The Embodiment of Precompetence: Participation Structures in Early Literacy Lessons

Christine Ludwig, Humanities Unit, Education Queensland Australia.

Abstract

The public and professional debates about education and schooling, especially those focusing on literacy education, have implications for what constitutes specialist knowledge and practices of teachers. These debates also project differing and potentially competing sets of knowledges and values for the teacher, the teacher educator and ultimately, the child. Childhood is a naturalised category that often seems to slip by critical discussions of schooling, or even the social order and the ideologies that produce and sustain it.

This paper will highlight, within a defined set of social practices, the literacy lesson, the everyday social processes that construct and sustain the categories 'childhood' and 'adulthood'. The presentation will draw on ethnographic data collected for post-graduate studies that focus on the literacy practices of students in the early years of schooling. Two analytical approaches for 'naming the linguistic object' and for 'hearing the learner' will be used to examine significant interactions from the study. Taken together, these approaches will exemplify the differing versions of 'child/student' enacted in and afforded by the prevalent interactive features of literacy events in classrooms and homes. They also exemplify how this 'talk' embodies, sometimes with contestation, the precompetence of young children and the competence of adults and the consequences this has for their apparent success as learners of school literacy.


Task: Leave every picture behind and copy the rest of the entries below exactly.

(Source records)
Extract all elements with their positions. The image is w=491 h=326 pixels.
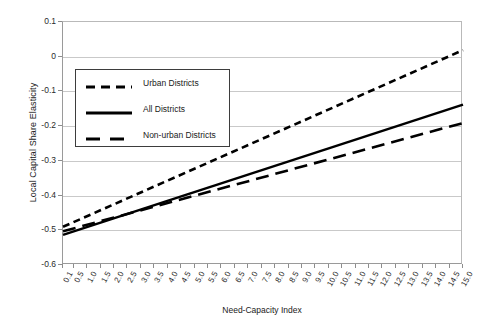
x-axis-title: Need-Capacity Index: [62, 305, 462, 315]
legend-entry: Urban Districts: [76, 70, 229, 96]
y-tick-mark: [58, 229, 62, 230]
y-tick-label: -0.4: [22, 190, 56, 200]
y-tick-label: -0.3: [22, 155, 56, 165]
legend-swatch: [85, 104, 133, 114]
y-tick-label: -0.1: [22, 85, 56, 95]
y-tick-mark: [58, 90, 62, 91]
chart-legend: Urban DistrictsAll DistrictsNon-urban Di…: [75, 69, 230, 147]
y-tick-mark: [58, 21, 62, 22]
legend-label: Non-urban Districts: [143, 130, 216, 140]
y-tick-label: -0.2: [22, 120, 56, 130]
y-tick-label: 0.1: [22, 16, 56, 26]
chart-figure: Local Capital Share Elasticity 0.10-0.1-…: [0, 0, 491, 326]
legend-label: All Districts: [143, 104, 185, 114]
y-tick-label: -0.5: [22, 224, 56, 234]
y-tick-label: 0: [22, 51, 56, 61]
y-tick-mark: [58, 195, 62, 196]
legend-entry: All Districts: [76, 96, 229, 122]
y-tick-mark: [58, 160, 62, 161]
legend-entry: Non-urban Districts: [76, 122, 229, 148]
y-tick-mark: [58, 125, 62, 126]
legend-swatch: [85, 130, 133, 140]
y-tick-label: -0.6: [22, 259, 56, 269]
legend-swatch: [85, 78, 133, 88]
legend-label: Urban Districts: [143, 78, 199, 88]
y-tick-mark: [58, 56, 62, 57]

Exercise solution:
Extract all elements with their positions. The image is w=491 h=326 pixels.
x-axis-title: Need-Capacity Index: [62, 305, 462, 315]
legend-entry: Urban Districts: [76, 70, 229, 96]
y-tick-mark: [58, 229, 62, 230]
y-tick-label: -0.4: [22, 190, 56, 200]
y-tick-label: -0.3: [22, 155, 56, 165]
legend-swatch: [85, 104, 133, 114]
y-tick-label: -0.1: [22, 85, 56, 95]
y-tick-mark: [58, 90, 62, 91]
chart-legend: Urban DistrictsAll DistrictsNon-urban Di…: [75, 69, 230, 147]
y-tick-mark: [58, 21, 62, 22]
legend-label: Non-urban Districts: [143, 130, 216, 140]
y-tick-label: -0.2: [22, 120, 56, 130]
y-tick-label: 0.1: [22, 16, 56, 26]
chart-figure: Local Capital Share Elasticity 0.10-0.1-…: [0, 0, 491, 326]
legend-label: All Districts: [143, 104, 185, 114]
y-tick-label: -0.5: [22, 224, 56, 234]
y-tick-label: 0: [22, 51, 56, 61]
y-tick-mark: [58, 195, 62, 196]
legend-entry: All Districts: [76, 96, 229, 122]
y-tick-mark: [58, 160, 62, 161]
legend-entry: Non-urban Districts: [76, 122, 229, 148]
y-tick-mark: [58, 125, 62, 126]
legend-swatch: [85, 130, 133, 140]
y-tick-label: -0.6: [22, 259, 56, 269]
legend-swatch: [85, 78, 133, 88]
legend-label: Urban Districts: [143, 78, 199, 88]
y-tick-mark: [58, 56, 62, 57]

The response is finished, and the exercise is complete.